Waterfall

“You’re going to get rid of Atlas?” she asked slowly.

“Depose, dispatch, destroy … I haven’t yet decided which I like the sound of best. But—practical matters before poetry. You may know that one of my robots was stolen and never recovered. Tonight I make Ovid’s replacement. Would you like to help?”

Eureka knew from The Book of Love that Selene and Leander escaped Atlantis with Ovid and the baby girl stowed inside their ship. But that had been ages ago.

“If the robot can be replaced,” she asked, “why wasn’t it done long ago?”

For the first time Delphine looked upon her coldly. Eureka lost her breath.

“It cannot simply be replaced like a lover,” Delphine said. “My robots require the darkest materials to come into being. But that wouldn’t have been in your book, would it? Neither would our fate after the flood. Selene missed all that, too. You don’t know what Woe was like, how we were stagnant beneath the ocean for millennia. Only our minds could move. Try to fathom the insanity that brews in one who must endure such impotence. Every Atlantean suffered, all because he dared to break my heart.”

“Leander.”

“Never say his name.” Delphine repeated Atlas’s rule. Eureka now wondered if it was actually the ghostsmith’s rule. Was she the source of all Atlantean darkness?

Delphine smoothed her hair. She inhaled deeply. “There’s not much time. The replacement must be ready in time to catch the final ghosts.”

“How many souls are still alive?” Eureka asked.

“Seventy-three million, twelve thousand, eight hundred, and six,” the robot Lucretius called.

“I must finish before sunrise.” Delphine gestured toward the opposite end of the wave, where no nuance of sunset remained in the sky. “When the morning light is centered there, our homeless ghosts will find their shelter.”

She took a seat at an already spinning potter’s wheel. Behind her, near the arching back of the wave, a tall golden loom displayed a half-woven square of shimmery blue fabric. Lightning flashed across it—more of Delphine’s agony.

“Gilgamesh,” Delphine called. “More orichalcum.”

One of the shoveling robots reached inside the pit and retrieved a huge, glowing red mass. As he carried it to Delphine, it cooled in the misty air to the silver of orichalcum. He eased it onto Delphine’s spinning wheel.

Her bare foot pumped the pedal, whirling the plate faster. The tempo of the song that had been playing throughout the waveshop sped up. It was melancholy and beautiful, all minor chords.
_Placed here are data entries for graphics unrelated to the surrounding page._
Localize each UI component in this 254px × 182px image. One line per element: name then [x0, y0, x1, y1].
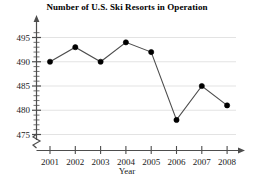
data-point-marker — [174, 117, 179, 122]
data-point-marker — [199, 83, 204, 88]
data-line — [50, 42, 227, 120]
y-tick-label: 490 — [17, 57, 31, 67]
data-point-marker — [98, 59, 103, 64]
x-axis-title: Year — [0, 166, 254, 176]
line-chart-plot: 475480485490495 200120022003200420052006… — [0, 0, 254, 182]
data-point-marker — [149, 49, 154, 54]
y-tick-label: 480 — [17, 105, 31, 115]
data-point-marker — [73, 45, 78, 50]
y-tick-label: 495 — [17, 33, 31, 43]
data-point-marker — [123, 40, 128, 45]
x-axis-line — [37, 148, 246, 154]
y-axis-tick-labels: 475480485490495 — [17, 33, 31, 140]
y-tick-label: 475 — [17, 130, 31, 140]
data-point-marker — [225, 103, 230, 108]
data-point-marker — [47, 59, 52, 64]
y-tick-label: 485 — [17, 81, 31, 91]
y-axis-line — [34, 15, 40, 140]
chart-figure: Number of U.S. Ski Resorts in Operation … — [0, 0, 254, 182]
“This wheel generates the music that keeps the waveshop from crashing in on itself,” Delphine said. “It must be wound frequently, like a clock.”
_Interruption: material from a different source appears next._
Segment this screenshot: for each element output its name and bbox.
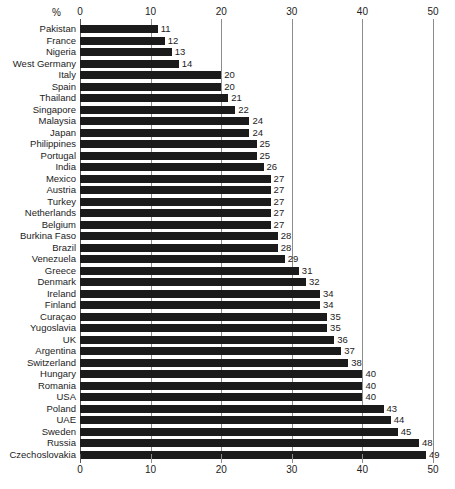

As her hands glided through the fiery mass of orichalcum, it sizzled and softened into the consistency of clay. A muscular calf began to take shape.

“You’re sculpting the robot,” Eureka said.

Delphine nodded. “Do you know the nature of orichalcum?”

Eureka knew that the lachrymatory, the anchor, the chest of artemisia, the spear and sheath that Ander had taken from the Seedbearers, and Ovid had been the only orichalcum in the Waking World. “I know it’s precious.”

“But you don’t know why?” Delphine said.

“Things are precious when they’re hard to come by,” Eureka said.